Jerry Franklin had reached out back in the spring. Turned out his old Harvard acquaintance was now working for U of I's Anthropology department. 'I heard you were back in town, Conrad, helping your mother out. Listen, I could use a skilled pair of hands to help out with a dig I've got going at the Cahokia Mounds. You could help me with the night work. The 3D scanner we got on loan only operates properly in the dark.'

What about Kinley's accusations against him? That had been the first thing out of Conrad's mouth. The whole blacklisted thing?

'Guess you haven't heard? Glen Kinley was convicted and imprisoned in Mexico for stealing Aztec antiquities.'

Well, whaddya know... Karma could be a real bitch after all.

'As for your rep,' Franklin had continued as if having read his mind, 'I never believed any of that rank bullshit. Kinley was nothing but a jealous prick who wanted to fuck you over the first chance he got. Shoe's on the other foot now. Kinley dug his professional grave. In perpetuum.'

'You were the best at what you did, Conrad,' Franklin had gone on in their first convo over coffees face-to-face. 'That knack of yours for finding hidden things? That was the stuff of legend back in the day. Listen, these mound excavations have been going on for years, and if there's anything more to find, you're the guy who'll do it. C'mon. Whaddya say? Come back and play in the dirt for a few months? The pay sucks...'

'...but the thrill is real,' they'd both quipped at the same time.

So yeah, he'd taken the job. Why not? He spent his daytime hours doing the house renovations his mother needed after her hip surgery. Fiona was still travelling back and forth between here and London. The former was to apply and interview for teaching positions at private schools in the region, the latter for sorting out her inheritance from her now deceased grandfather.
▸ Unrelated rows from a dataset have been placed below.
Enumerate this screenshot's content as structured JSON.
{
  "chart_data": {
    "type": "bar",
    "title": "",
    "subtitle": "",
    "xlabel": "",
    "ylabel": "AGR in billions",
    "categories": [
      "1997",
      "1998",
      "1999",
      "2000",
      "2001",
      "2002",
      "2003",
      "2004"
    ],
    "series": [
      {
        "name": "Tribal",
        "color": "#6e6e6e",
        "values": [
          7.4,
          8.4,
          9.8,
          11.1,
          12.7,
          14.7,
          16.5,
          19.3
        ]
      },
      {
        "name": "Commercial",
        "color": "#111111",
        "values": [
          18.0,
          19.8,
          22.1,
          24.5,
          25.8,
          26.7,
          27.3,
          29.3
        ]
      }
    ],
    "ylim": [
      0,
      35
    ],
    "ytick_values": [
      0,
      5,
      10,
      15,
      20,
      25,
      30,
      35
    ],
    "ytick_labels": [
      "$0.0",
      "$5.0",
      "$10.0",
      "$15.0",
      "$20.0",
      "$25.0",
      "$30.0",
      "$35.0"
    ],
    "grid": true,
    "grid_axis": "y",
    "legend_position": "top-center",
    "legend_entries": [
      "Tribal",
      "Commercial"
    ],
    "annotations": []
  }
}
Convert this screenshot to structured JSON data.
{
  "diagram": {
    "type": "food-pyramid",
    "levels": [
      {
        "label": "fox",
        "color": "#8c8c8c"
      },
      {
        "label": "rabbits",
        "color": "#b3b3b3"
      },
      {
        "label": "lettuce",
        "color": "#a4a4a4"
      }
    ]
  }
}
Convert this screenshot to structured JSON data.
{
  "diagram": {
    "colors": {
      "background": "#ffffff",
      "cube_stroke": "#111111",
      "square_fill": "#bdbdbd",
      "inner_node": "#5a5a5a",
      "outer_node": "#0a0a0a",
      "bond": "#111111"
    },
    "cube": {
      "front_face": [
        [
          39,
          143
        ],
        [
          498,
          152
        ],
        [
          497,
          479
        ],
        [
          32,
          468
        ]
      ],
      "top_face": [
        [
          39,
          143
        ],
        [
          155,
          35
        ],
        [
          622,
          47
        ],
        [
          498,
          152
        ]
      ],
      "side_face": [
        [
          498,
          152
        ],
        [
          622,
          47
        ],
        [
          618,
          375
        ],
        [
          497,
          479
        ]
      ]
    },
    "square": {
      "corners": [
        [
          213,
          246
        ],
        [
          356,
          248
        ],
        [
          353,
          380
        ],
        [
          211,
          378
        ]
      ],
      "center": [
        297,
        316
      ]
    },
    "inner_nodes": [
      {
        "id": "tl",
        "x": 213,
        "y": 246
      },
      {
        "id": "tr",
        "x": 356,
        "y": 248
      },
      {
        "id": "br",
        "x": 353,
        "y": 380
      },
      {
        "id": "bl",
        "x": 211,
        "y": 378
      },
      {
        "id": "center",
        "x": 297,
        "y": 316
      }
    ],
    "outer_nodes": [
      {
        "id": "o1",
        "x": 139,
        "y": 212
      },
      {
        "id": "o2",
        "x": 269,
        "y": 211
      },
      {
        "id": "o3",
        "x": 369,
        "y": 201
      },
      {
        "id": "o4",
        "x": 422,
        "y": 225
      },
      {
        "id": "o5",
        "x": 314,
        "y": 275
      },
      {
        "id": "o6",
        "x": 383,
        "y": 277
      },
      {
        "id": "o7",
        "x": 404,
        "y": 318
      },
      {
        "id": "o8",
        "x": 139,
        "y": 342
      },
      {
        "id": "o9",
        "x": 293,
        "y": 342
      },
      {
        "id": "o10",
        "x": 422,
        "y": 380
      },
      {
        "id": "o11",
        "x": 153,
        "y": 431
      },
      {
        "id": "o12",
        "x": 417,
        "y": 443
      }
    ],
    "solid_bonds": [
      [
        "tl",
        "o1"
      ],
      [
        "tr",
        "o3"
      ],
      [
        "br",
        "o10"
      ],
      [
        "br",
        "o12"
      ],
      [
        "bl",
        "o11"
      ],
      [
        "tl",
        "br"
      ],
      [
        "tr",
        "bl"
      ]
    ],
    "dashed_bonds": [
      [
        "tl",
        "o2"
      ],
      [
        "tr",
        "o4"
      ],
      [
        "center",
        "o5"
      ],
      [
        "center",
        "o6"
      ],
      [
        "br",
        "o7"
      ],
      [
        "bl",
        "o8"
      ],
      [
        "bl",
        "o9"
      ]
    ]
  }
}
Conrad still couldn't believe she'd attended Paul's funeral. The stolen bird had ended up shitting on many of her heartfelt ideals, but whereas he'd have flipped her old coot of a grandfather a different sort of bird posthumously, Fiona was made of stronger stuff. She possessed a profound sense of right and wrong. And two wrongs for her definitely wouldn't have made a right. She had gone to the funeral.

Just something else he admired in the woman who'd found his heart and ended up making him the marrying kind aft–.

Conrad froze. The trowel had struck something solid.

And an old, yet familiar tingle ran up his arm.

Grabbing a vacuum cleaner, he quickly...

Holy. Fuck.

"Jerry?! JERRY!"

Pounding footfalls echoed off the packed earthen walls.

"Wh-wha-what–" Bursting into the annex, a breathless Franklin drilled him with a panicked gaze. "Are you ok?" he asked. Then the man blinked...and blinked again, as he caught sight of what lay in the ground before Conrad's knees.